An agent can have the best listing presentation in the office and still walk in radiating doubt.
An agent can have a perfect follow-up system and still sound desperate.
An agent can say the right words while carrying the wrong internal state.
That is why this kind of inner work is not fluff. It is not soft. It is not optional for serious agents who want consistency.
It is the foundation.
Michael’s point is clear: the market often responds less to polished tactics than it does to the energy behind them. And that energy is shaped by what the agent is consistently contemplating.
What Agents Should Be Contemplating Instead
If the contemplation of sinking creates more sinking, then what should agents build from?
Michael’s answer is vision.
Not fake positivity.
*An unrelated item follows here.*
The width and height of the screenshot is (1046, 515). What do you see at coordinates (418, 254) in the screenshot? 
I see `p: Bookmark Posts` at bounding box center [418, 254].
Not denial. Not pretending challenges do not exist. Vision means holding a disciplined image of what the business is meant to become and refusing to let fear dominate the inner world.
That means contemplating things like:
What kind of agent am I becoming?
How do I want clients to feel in my presence?
What does confidence look like in this market?
What would possibility-based prospecting sound like today?
What if this challenge is training me, not stopping me?
What does flying look like from here?
This is not wishful thinking. It is strategic internal discipline.
The Question That Can Change an Agent’s Year
Michael leaves agents with a simple but practical challenge.
When the mind starts drifting toward fear, scarcity, and everything that feels broken, pause and name it.
“That’s the sinking.”
Then ask a better question:
“What does flying look like from here?”
That question creates space. It interrupts the old pattern. It puts the mind back to work on creation instead of collapse.
And in business, that shift compounds.
One better question leads to one better decision.One better decision leads to one better conversation.One better conversation leads to one better opportunity.
That is how a better year gets built.
Real Estate Coaching for Agents Who Want to Grow From the Inside Out
Michael Coxen’s coaching philosophy is not just about doing more. It is about becoming more grounded, more strategic, and more intentional so the business grows from a stronger internal foundation.
For agents who are tired of living in reaction mode, this kind of coaching can be the difference between surviving a market and actually growing through it.
If this message resonates, and if the real challenge in your business feels deeper than scripts and systems alone, explore coaching and resources at MichaelCoxen.com.
Growth in real estate is not only about better tactics. It is also about better contemplation.
Build Your Next Move With Magenta Real Estate
At Magenta Real Estate, agents are not just handed tools and told to grind harder. They are supported in building the kind of business that can actually hold up under pressure.
That ties directly into this message.
If the quality of an agent’s results is shaped by the quality of what they consistently contemplate, then environment matters. Leadership matters. Community matters. Coaching matters.